Milt Kovak is in no mood for nonsense. The alcoholic wife of his best friend just committed suicide under mysterious circumstance and a beautiful, funny local celebrity has been brutally murdered in her car. Other suicides have been cropping up all over the county, too, in alarming numbers. And, Milt’s normally stable, reliable wife Jean is pregnant and her hormones are lost out in the ozone somewhere.
Yes, Milt is having a really, really bad day.
To find out how the crusty sheriff tunnels his way through this awful mess, read Susan Rogers Cooper’s sixth Milt Kovak book, Doctors and Lawyers and Such.
Described as “the perfect combination of suspense and intimacy,” Cooper keeps several layers of tension floating around at any one time. Since she’s never afraid to kill off a recurring character, you won’t be turning any predictable plot curves while reading her books.
In Doctors and Lawyers and Such, for example, regular character Shirley Beth Hopkins dies from an apparent self inflicted gunshot wound. Unfortunately, the ballistics match her husband’s gun, a man who also happens to be the police chief. Because of her various emotional problems, Shirley Beth was never actually seen in one of Cooper’s scenes, but she was in the background of almost every Milt Kovak book.

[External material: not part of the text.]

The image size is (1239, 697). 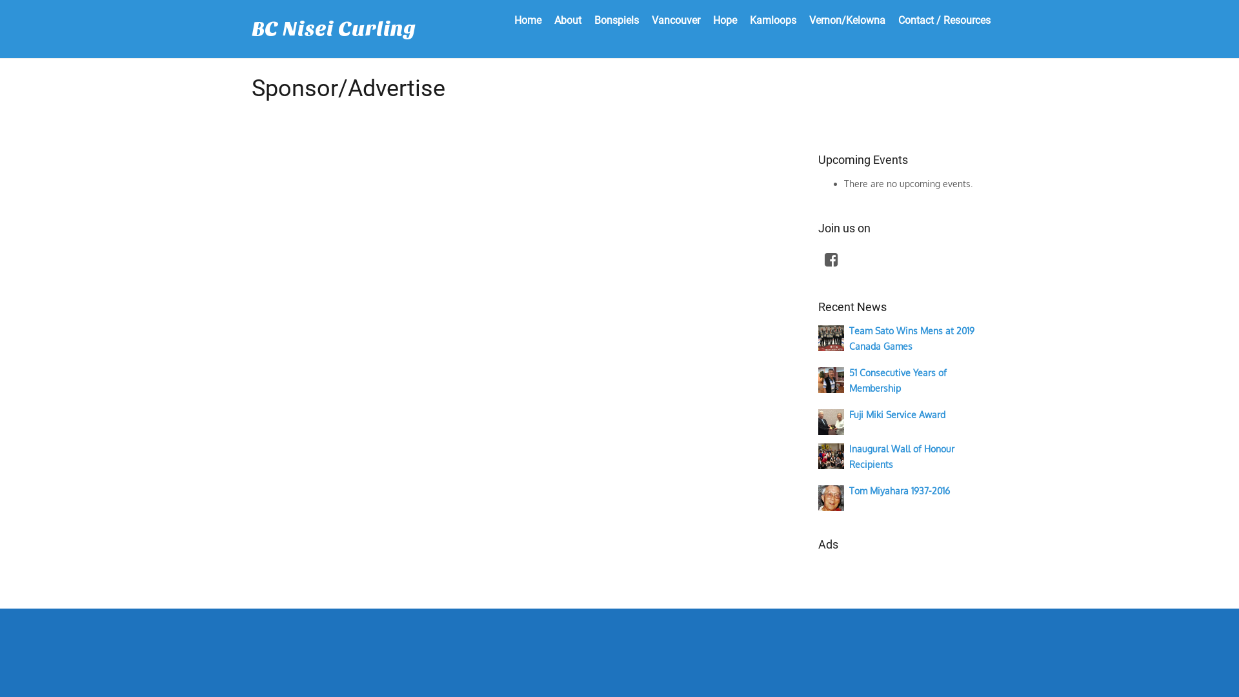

Cooper goes even one step further. In Chasing Away the Devil, the fourth book in the series, Milt’s regular girlfriend Glenda Sue is killed. “I’ve never thought about it, but it probably is unusual that I kill off standing series characters,” Cooper said.
“I know my editor was very unhappy with Chasing Away the Devil, and she wanted me to change the victim to a cousin of Glenda Sue’s,” she added. “I tried to explain to her that wouldn’t work with the storyline, and she eventually came over to my side.”
This book became Cooper’s favorite of the Milt Kovak series. “I found out so much about Milt in it,” she said, “including his childhood and his real relationship with Glenda Sue. One fan said she always looked for a spark of truth in any book she read. She felt it was there when Milt and Glenda Sue realized they never should have been lovers, because they were really and truly friends.”
Cooper sees plenty of her own personality in Milt. “Psychologists say we all have male/female sides, and I think I’ve been able to tap into my male side with Milt,” she said. “Of course, every male in my life—my father, two brothers, and husband—all think they’re Milt. I just smile and nod.”
Very little of Cooper’s personality surfaces in Milt’s psychologist wife, however. “She’s a hard character for me,” she said. “I have a very good friend who is a psychotherapist, so she helps with Jean’s job.”
Cooper lists other differences. “Jean is certainly better educated than me, and she’s a Yankee,” she said, “but she’s more of a whole-cloth character than other regulars in the series.”
Although the first Milt Kovak book arrived in the bookstores in 1988, Cooper started writing long before that. “I wrote my first short story as an assignment in the sixth grade, and I loved it so much that I kept at it. I used to hold my babysitting charges hostage, reading them these awful stories!”
She vaguely remembers her first literary attempt. “My character was a green monster with a neon sign on his belly saying ‘Eat at Joe’s.’ I doubt my teacher kept it.”
Cooper probably didn’t outline that story, and she said she still doesn’t. Spending about four hours a day writing, she writes in a more linear fashion. “Outlining takes all the juice out of the story for me,” she said. “I just know who got done, who did it, and why it was done. Then I go from there, revising as I go. Then, I do a second, third, and sometimes fourth draft.”
She suggests that aspiring mystery writers read plenty of mysteries. “Mine preferably!” she said. “Then, finish your story line. That may not be the one that gets published. Actually, it usually isn’t, but keep plugging. The second story might be the one!”
Besides the six-book Milt Kovak series, Cooper has written a mystery series featuring E.J. Pugh (One, Two, What Did Daddy Do?) and another with Kimmey Kruse (Funny As a Dead Comic). “I haven’t been working on a new Milt mystery, because I’m concentrating on the E.J. series right now,” she said. “I just finished the third in that series, with the second, Hickory, Dickory, Stalk coming out this fall.”
Cooper said she has been lucky in her writing career, getting published and receiving mostly favorable reviews. “As far as the one bad review, I found the best way to handle it was to scream obscenities in my office, then get on with my life.”
She modestly attributes her successes to pure luck, but reviews of Doctors, Lawyers, and Such praise her talents. As Booklist put it, “Cooper’s latest Kovak novel…features devilishly funny humor, a clever plot and enough warmth, charm, and down home ambience to knock the socks of a snake.”
Kirkus Reviews echoes that sentiment. “Attention-grabbing plot twists, vividly drawn characters, unsticky but heartfelt domestic episodes, credible solutions, and a hero who grows ever more simpatico: the best of the Kovak series to date.”